Darktable is pretty good, I agree. But it's fiddly. Some operations that are trivial in programs like Lightroom (e.g., add a little color noise reduction) can be pretty tedious in Darktable (add at least two instances of noise reduction modules, one profiled denoise, color blend mode, reduce the strength a bit, another wavelet module, blah blah blah). There are, I think, five different kinds of noise reduction modules in Darktable, and it's up to you to figure out what modules and what parameters will work best for you.
If you find a set of parameters you like, you can save them as a module preset and that will be quicker to apply. But even after many hours of experimentation, I was never able to find a combination of denoise tools/settings in Darktable that worked for general purpose NR as well, for me, as just grabbing the slider in Lightroom. In particular I could never identify a module or combination of modules for high-ISO strong NR that didn't color-shift my images.

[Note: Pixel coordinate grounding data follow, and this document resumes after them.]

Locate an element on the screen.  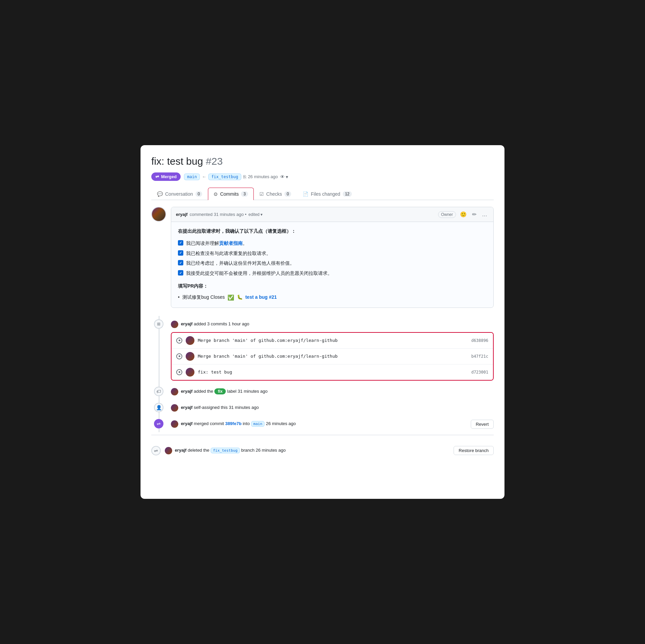
pr-list-item: • 测试修复bug Closes ✅ 🐛 test a bug #21 is located at coordinates (332, 298).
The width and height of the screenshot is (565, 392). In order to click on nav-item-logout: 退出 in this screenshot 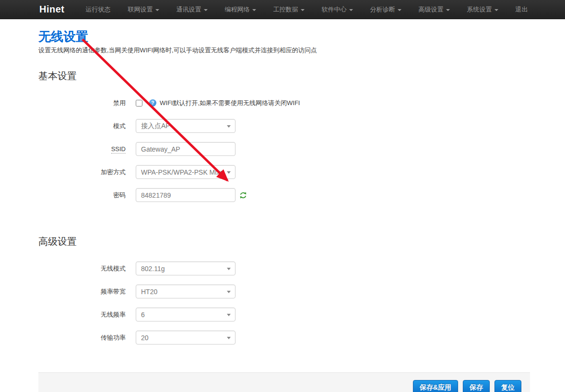, I will do `click(522, 10)`.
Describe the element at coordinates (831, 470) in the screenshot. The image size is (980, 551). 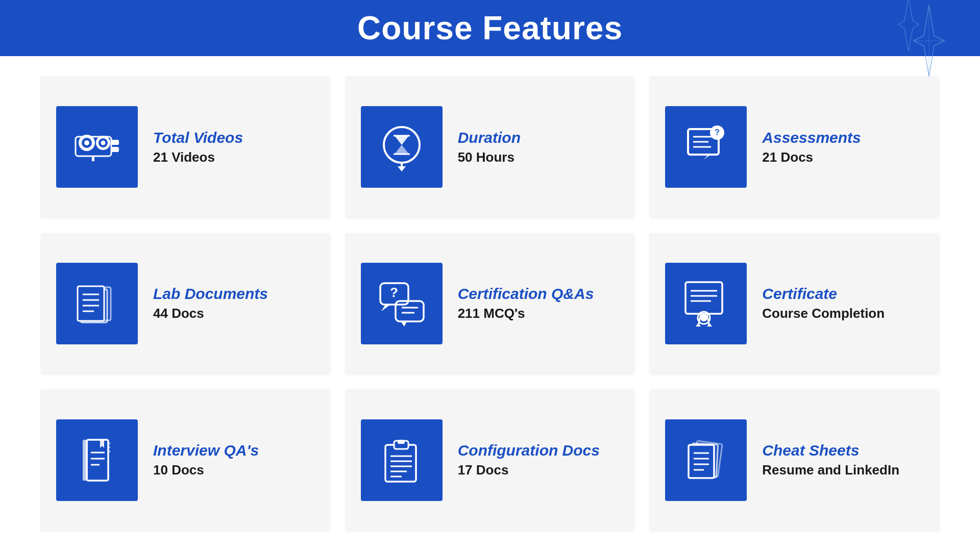
I see `cheat-sheets-subtitle: Resume and LinkedIn` at that location.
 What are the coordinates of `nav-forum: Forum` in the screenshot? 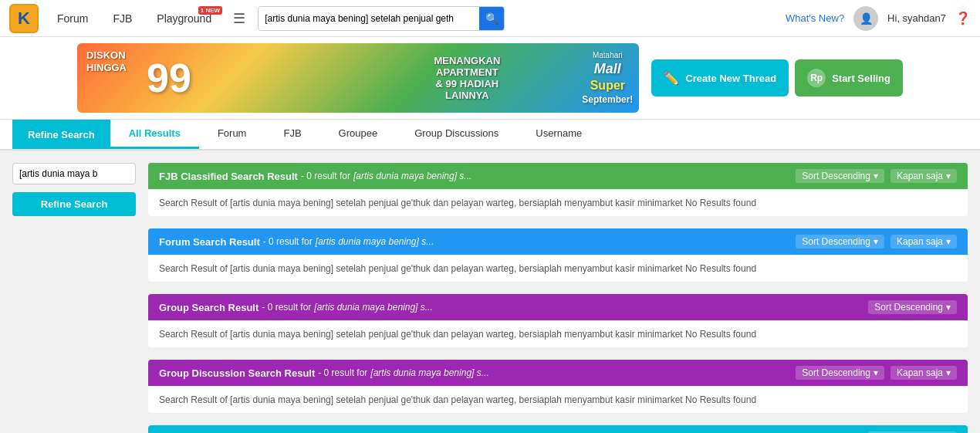 It's located at (73, 19).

And I have found that the five basic tone sliders in Lightroom (blacks, shadows, exposure, highlights, whites) are more intuitive and natural than the counterparts in Darktable, which seem (again, to me!) to require more iterative adjustment and compensation to get a pleasing result.
Finally, I think Lightroom does a better job with dust spot removal.
Darkroom is pretty good if the user has sufficient patience to do some significant tinkering, repeatedly. If you just want to get down to the business of photo editing with significant throughput, I believe there are better choices, and Lightroom is mine.
So, even though I have been a majority-Linux user for about a decade, I still keep a Windows installation around just to run Lightroom (and on occasion, Microsoft Office). I run it in a virtual machine so I don't have to dual boot, but I don't necessarily recommend this approach because it has some disadvantages. (To name one: VMware Player, which is free for non-commercial use, has some rudimentary graphics acceleration. It's enough to let Windows do its Aero interface, and it's fine for that. But it's not good enough to accelerate Lightroom 6.)
Anyhow, that's my two cents. I just paid to upgrade to Lightroom 6 because it simply works better for me, and it's worth the annoyance of keeping a Windows installation around. I wish that weren't the case, but oh well.
I'm pretty results-oriented these days, and I have occasionally mentally tossed around the idea of just switching back to Windows to avoid the hassle factor. But every now and then
stuff like this will slap some sense back into me and remind me why I switched away in the first place.